For Commander Ga, or whoever he really was, he thought he’d finished with a life of tunnels. This tunnel was a small one—large enough to stand inside, sure, but barely fifteen meters in length, just enough to travel under the front yard and perhaps under the road. Inside were barrels of supplies for the next Arduous March. There was a single lightbulb and a single chair. There was a large collection of DVDs, though no sign of a screen on which to view them. Yet he was happy listening to the boy above blow the wobbly notes of his taegum. It was bliss to hear the pluckings of a mother teaching her daughter the melancholy way of the gayageum—he could picture their choson-ots spread wide across the floor as they leaned into the sorrowful notes. Late at night, the actress paced behind the closed doors of the bedroom, and in his tunnel, Commander Ga could almost watch her feet fall, so closely did he follow her movements. In his mind, he mapped the bedroom based on how many steps she took between the window and the door, and by the way she moved around certain objects, he was sure of the location of her bed and wardrobe and vanity. It was almost as if he were in the chamber with her.

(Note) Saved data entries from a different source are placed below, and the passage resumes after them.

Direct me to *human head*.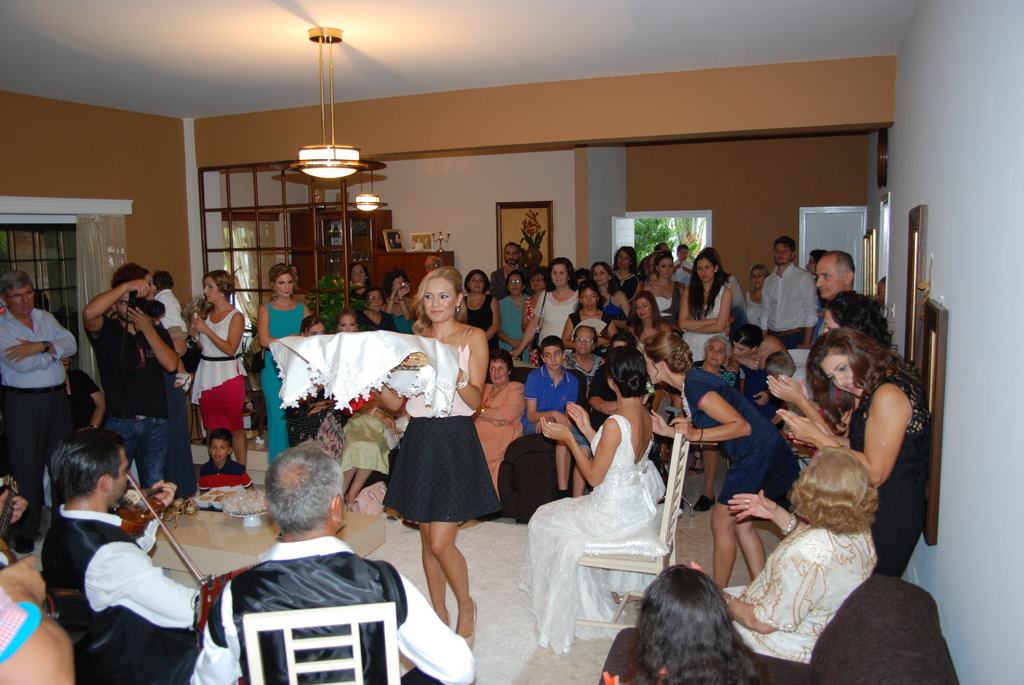
Direction: detection(611, 244, 641, 269).
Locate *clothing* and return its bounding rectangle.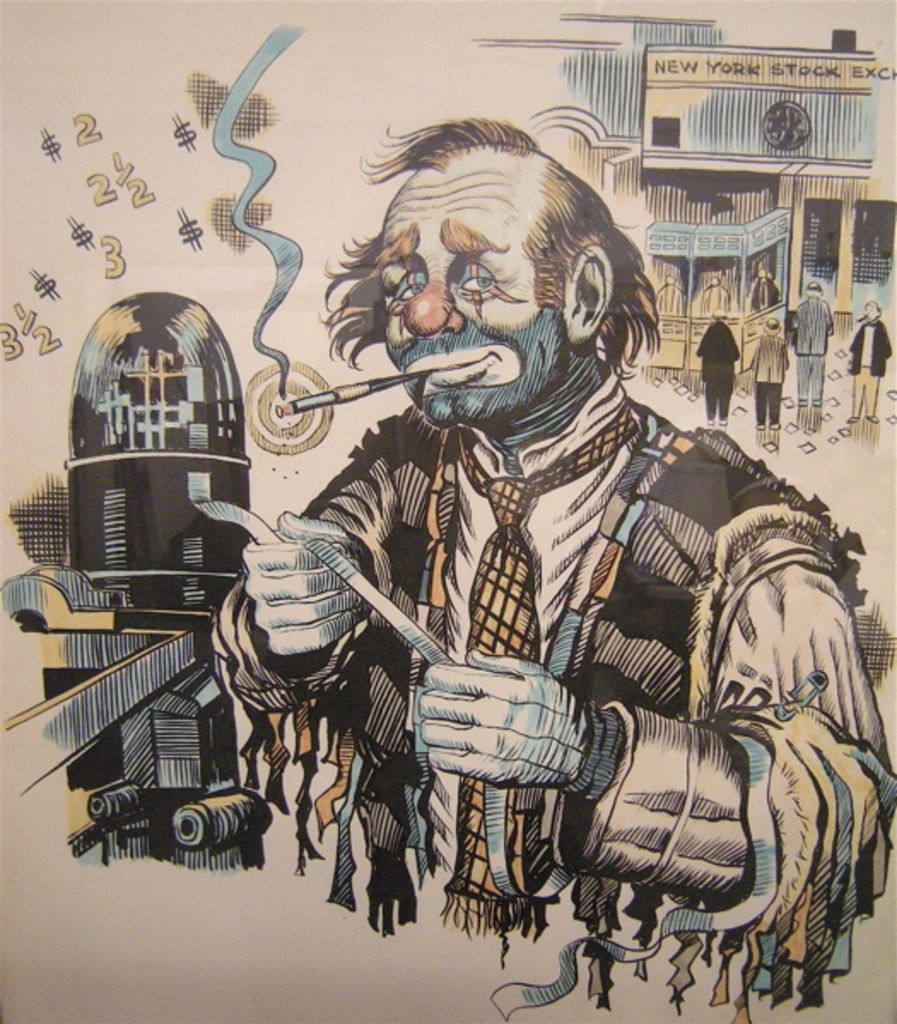
793, 294, 835, 398.
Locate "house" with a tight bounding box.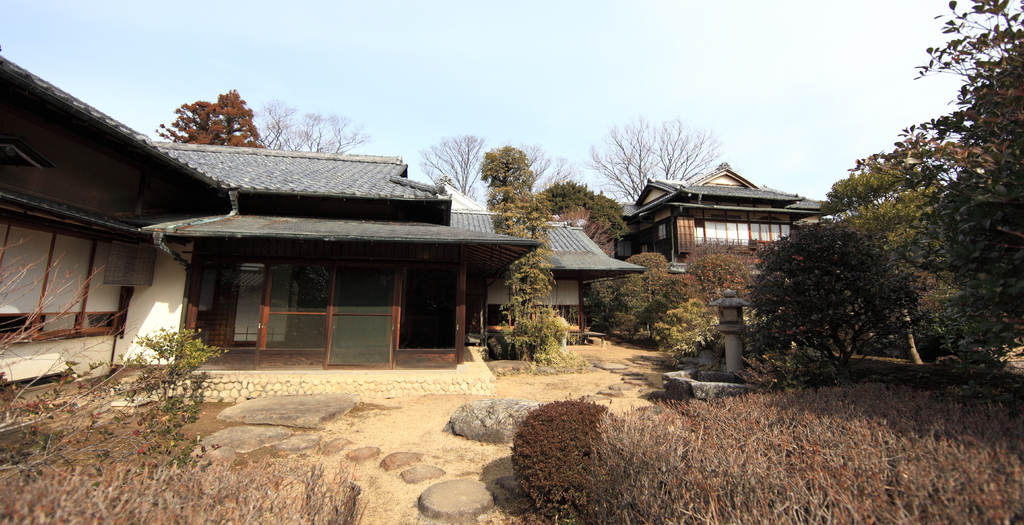
<box>450,195,645,349</box>.
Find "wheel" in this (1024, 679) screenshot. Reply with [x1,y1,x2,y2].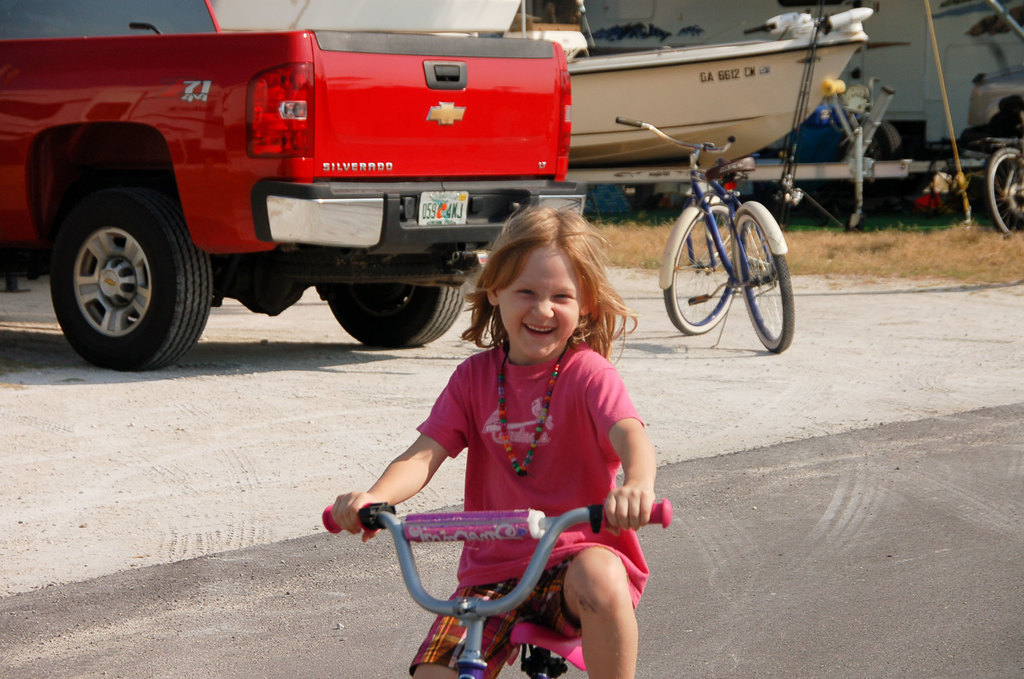
[986,135,1023,238].
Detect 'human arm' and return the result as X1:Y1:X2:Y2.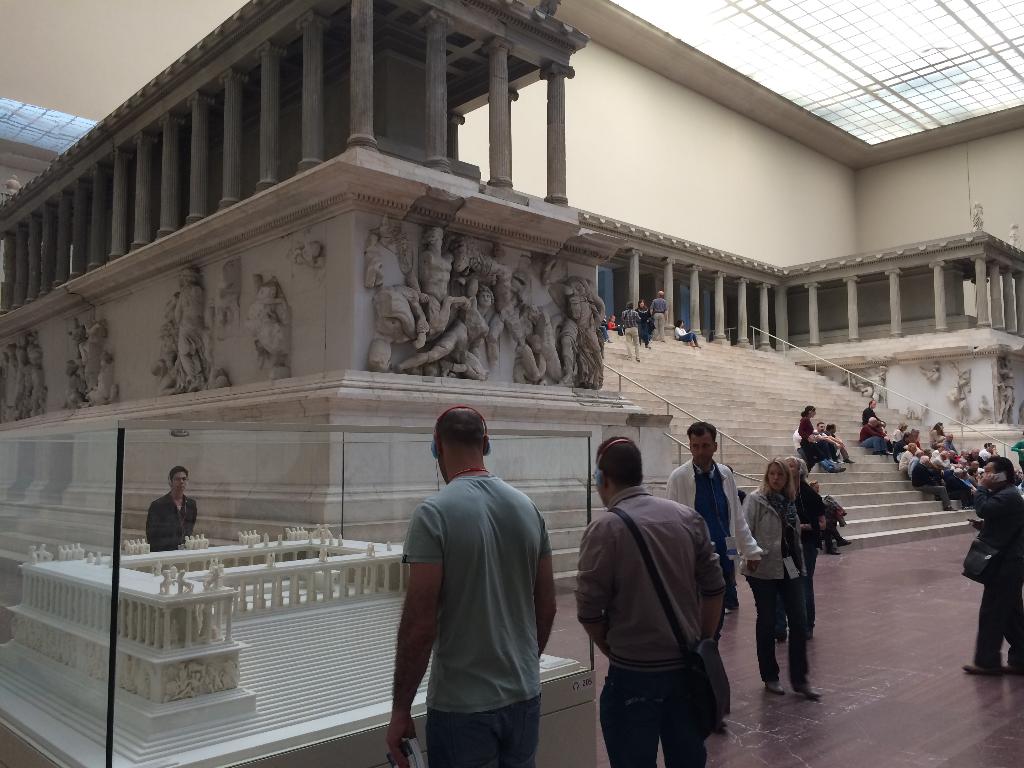
721:478:752:559.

On the morning of the fourteenth day, he had accepted that this was how his life might continue for a long time, and he was at peace with that, but little did he know a dove was headed his way with a most glorious message in its beak. Loosed from the capital, the dove’s wings fluttered above the Taedong River, turning in its bends sweet and green, while along the banks patriots and virgins strolled hand in hand. The dove swooped through girls from a Juche Youth Troop, skipping along in their darling uniforms, axes over their shoulders, heading to chop wood in Mansu Park. With delight, the white bird barrel-rolled through the May Day Stadium, largest in the world, then clapped its wings in pride over the great red flame of the Tower of Juche! Then up, up Mount Taesong, bending a wing in greeting toward the flamingos and peacocks in the Central Zoo, before veering wide from the electric fences surrounding the botanical gardens, ready to repel the next American sneak attack. A single, patriotic tear was shed above the Revolutionary Martyrs’ Cemetery, and then the dove was on Sun Moon’s windowsill, dropping the note in her hand.

Commander Ga looked up when the trapdoor to the tunnel was opened and Sun Moon leaned down, her robe opening slightly, the glory of a whole nation seemingly enbosomed in her generous womanliness. She read the note: “It is time, Commander Ga, to return to work.”

The driver was waiting to take Commander Ga into the most beautiful city in the world—observe its wide streets and tall buildings, try to find a single item of trash or stray mark of graffiti! Graffiti, citizens, is the name for the way capitalists deface their public buildings. Here are no annoying advertisements, cellular phones, or planes in the sky. And try to take your eyes off our traffic girls!

Soon Commander Ga was on the third floor of Building 13, the most modern office complex in the world. Whoosh, whoosh went the vacuum tubes all around him. Flicker, flicker went the green computer screens. He found his desk on the third floor, then turned his nameplate inward, as if to remind himself that he was Commander Ga and his job was Minister of Prison Mines, that it was he who was in charge of the finest prison system in the world. Ah, there is no prison like a North Korean prison—so productive, so conducive to personal reflection. Prisons in the South are filled with jukeboxes and lipstick, places where men sniff glue and ripen each other’s fruit!